Published: November 20, 2009 9:19 AM

• Stephan Kinsella
Lord B– re TokyoTizzom — I kind of agree.
Tom: I really am not sure what you are asking. You seem to be rambling in a sort of New Age libertarian “we’re all practical moderates can’t we just get along Rodney king” kind of way, “can’t we just have incremental improvement, kumbaya”.

Maybe I’m misreading you. I just can’t follow this amorphous way of thinking.
Published: November 20, 2009 10:43 AM

• TokyoTom
LBBPL & Stephan:
Sure, it’s a bolt from the blue and kinda past my bedtime, but it’s not so hard:

The deep roots of “property” are not in principle but in simple competition, physical defense of assets valuable enough to make the effort worthwhile, and in the grudging recognition by others – more willingly offered by those who share bonds of community – that yielding to others’ claims may be more productive than challenging them.

This is as true for rest of creation as it is for man. While we have developed property to a a very sophisticated degree, at its core property remains very much about the Darwinian struggle to survive and prosper, violence, theft and calculations as to when challenging control over an asset is not worth the effort.

To the extent we’re past that, which is quite a ways indeed, property is a social construct that is flexible (though rigidified in various ways, including legislation) and based primarily on practical considerations as to what parameters best engender wealth and respond to shared purposes by minimizing free-for-alls, externalities, free-riding & rent-seeking and facilitating voluntary transactions.
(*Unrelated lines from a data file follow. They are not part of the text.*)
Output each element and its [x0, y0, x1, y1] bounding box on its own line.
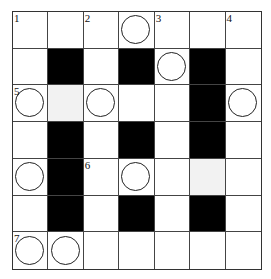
crossword-cell[interactable]: [13, 159, 48, 196]
crossword-cell[interactable]: [13, 196, 48, 233]
crossword-cell[interactable]: 6: [84, 159, 119, 196]
black-cell: [48, 122, 83, 159]
clue-number: 4: [227, 12, 233, 24]
crossword-cell[interactable]: [119, 159, 154, 196]
black-cell: [48, 49, 83, 86]
crossword-cell[interactable]: [226, 85, 261, 122]
crossword-cell[interactable]: [226, 232, 261, 269]
crossword-cell[interactable]: [190, 12, 225, 49]
black-cell: [119, 122, 154, 159]
crossword-cell[interactable]: 3: [155, 12, 190, 49]
circle-marker-icon: [121, 15, 150, 44]
crossword-cell[interactable]: [48, 232, 83, 269]
circle-marker-icon: [51, 236, 80, 265]
clue-number: 6: [85, 159, 91, 171]
crossword-cell[interactable]: [190, 159, 225, 196]
crossword-cell[interactable]: 4: [226, 12, 261, 49]
clue-number: 2: [85, 12, 91, 24]
crossword-cell[interactable]: [48, 85, 83, 122]
black-cell: [190, 85, 225, 122]
crossword-cell[interactable]: [84, 196, 119, 233]
crossword-cell[interactable]: [155, 85, 190, 122]
crossword-cell[interactable]: [84, 49, 119, 86]
crossword-cell[interactable]: [84, 232, 119, 269]
clue-number: 3: [156, 12, 162, 24]
crossword-cell[interactable]: [84, 122, 119, 159]
crossword-cell[interactable]: 2: [84, 12, 119, 49]
black-cell: [190, 122, 225, 159]
black-cell: [190, 196, 225, 233]
circle-marker-icon: [228, 88, 257, 117]
crossword-cell[interactable]: [226, 122, 261, 159]
crossword-cell[interactable]: [155, 196, 190, 233]
circle-marker-icon: [157, 52, 186, 81]
circle-marker-icon: [15, 162, 44, 191]
crossword-cell[interactable]: [155, 122, 190, 159]
black-cell: [48, 196, 83, 233]
clue-number: 1: [14, 12, 20, 24]
black-cell: [190, 49, 225, 86]
crossword-grid: 1234567: [12, 11, 262, 270]
circle-marker-icon: [86, 88, 115, 117]
clue-number: 7: [14, 232, 20, 244]
crossword-cell[interactable]: [155, 159, 190, 196]
crossword-cell[interactable]: [48, 12, 83, 49]
crossword-cell[interactable]: [155, 49, 190, 86]
crossword-cell[interactable]: [226, 159, 261, 196]
crossword-cell[interactable]: 1: [13, 12, 48, 49]
crossword-cell[interactable]: [84, 85, 119, 122]
black-cell: [48, 159, 83, 196]
crossword-cell[interactable]: [13, 122, 48, 159]
crossword-cell[interactable]: [119, 85, 154, 122]
crossword-cell[interactable]: 7: [13, 232, 48, 269]
crossword-cell[interactable]: [155, 232, 190, 269]
crossword-cell[interactable]: [226, 196, 261, 233]
circle-marker-icon: [121, 162, 150, 191]
black-cell: [119, 49, 154, 86]
crossword-cell[interactable]: [226, 49, 261, 86]
black-cell: [119, 196, 154, 233]
crossword-cell[interactable]: [13, 49, 48, 86]
crossword-cell[interactable]: [119, 232, 154, 269]
crossword-cell[interactable]: [190, 232, 225, 269]
clue-number: 5: [14, 85, 20, 97]
crossword-cell[interactable]: 5: [13, 85, 48, 122]
crossword-cell[interactable]: [119, 12, 154, 49]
Elinor Ostrom has spent alot of time documenting sophisticated local community property rights, all of which at the end of the day all supported by threats of sanctions and violence against rule breakers and outsiders. http://bit.ly/2caqUr

It’s natural that we feel strongly about what we consider to be ours, but this feeling is a gut one that is not in essence grounded on principles deeper than our sense of fair play and just desserts in a community to which we feel we have bonds of common purpose.

And we have a natural tendency to dress up our shared institutions – such as property rights – in moral precepts.
But we always remain subject to problems of theft, especially so as our bonds of community and shared purpose loosen. Libertarians are absolutely right to keep shining a spotlight on how the state has become an instrument of theft.

As for IP, as specialized knowledge can be quite valuable, it seems quite possible for me to imagine a society that developed IP and enforced it mutually, as a way to minimize high costs for protecting trade secrets.But such rules would not be enforceable against other societies, unless resort is made to government. And it seems clear to me that there are substantial rent-seeking costs now associated with state-granted IP.

To roll things back, just the argument that things are out of control and IP is now grossly abused and counterproductive is good enough for me, but I wish you luck in wielding arguments of principle. That’s the great thing about being a pragmatist.